The growing recognition of Lyme disease misdiagnoses has spotlighted fibromyalgia (formerly called fibrositis), a chronic ailment about which little is known. Some of its symptoms--muscle and joint pain, headaches, fatigue, sleep disturbances, numbness and/or a tingling feeling--are similar to those of arthritis. However, the standard arthritis treatments are ineffective for fibromyalgia because, unlike arthritis, it does not involve inflammation.
The lack of inflammation means that fibromyalgia does not cause the damage to joints and the risk of crippling associated with arthritis. Fibromyalgia pain comes not from the joints but from adjacent ligaments, tendons, and muscles. The diagnosis is usually made on the basis of symptoms because there is no lab test to identify the presence of fibromyalgia.
To make diagnostic matters even more complicated, a recent study conducted at the Tufts University School of Medicine in Boston found that some people have fibromyalgia triggered by Lyme disease. Of 287 people treated at a Lyme disease clinic during a three-year period, 22 had fibromyalgia associated with Lyme disease (Annals of Internal Medicine, 15 August 1992).

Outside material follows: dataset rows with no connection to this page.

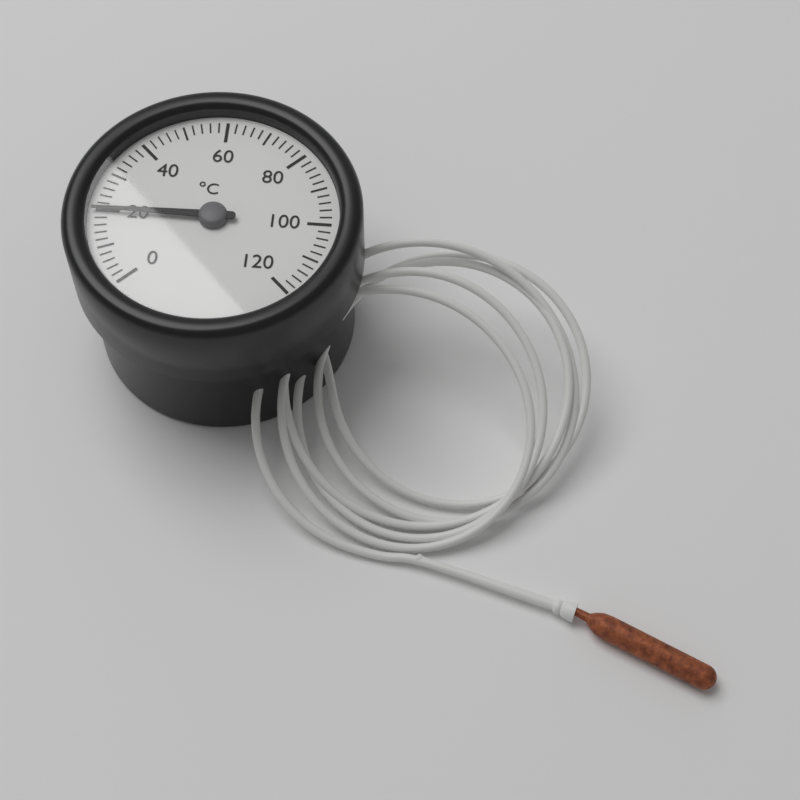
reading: 20 °C
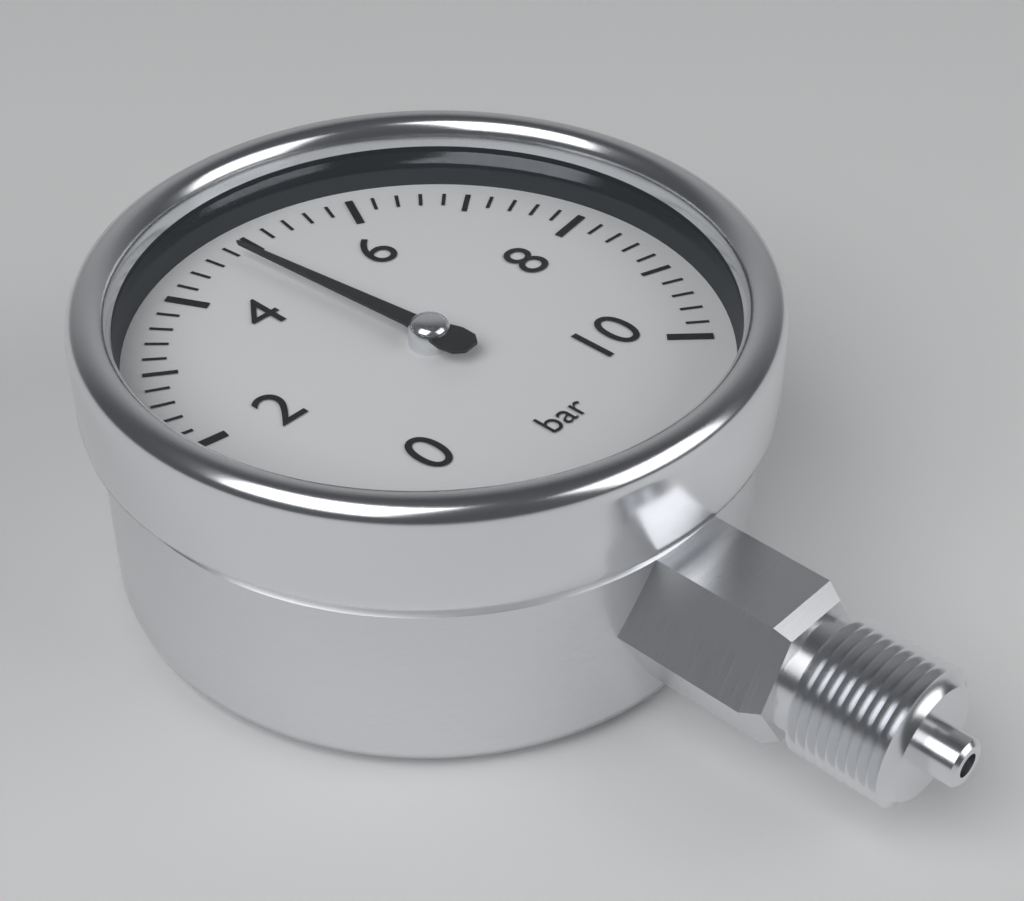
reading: 4.8 bar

The investigators, Hal Dinerman, M.D., and Allen C. Steere, M.D., of Tufts University School of Medicine and the New England Medical Center, found that nine of the people developed widespread muscu1oskeletal pain, tender points, dysethesias (impaired sensation), memory difficulties, and debilitating fatigue. Their symptoms lasted an average of 1.7 months after early symptoms of Lyme disease. The investigators noted that the signs of Lyme disease resolved with antibiotic therapy, usually given intravenously for two to four weeks, but the symptoms of fibromyalgia persisted.
Doctors do not know what causes fibromyalgia or why childbearingage women make up the majority of those afflicted. Drs. Dinerman and Steere summed up prevailing theories, noting that it can be triggered by various infections, thyroid disease, head trauma, or emotional stress. Although it is an old syndrome that has merely received increased attention in recent years, fibromyalgia often goes unrecognized by physicians. They are likely to dismiss sufferers as hypochondriacs and refer them to a psychiatrist after all available tests show that nothing is wrong.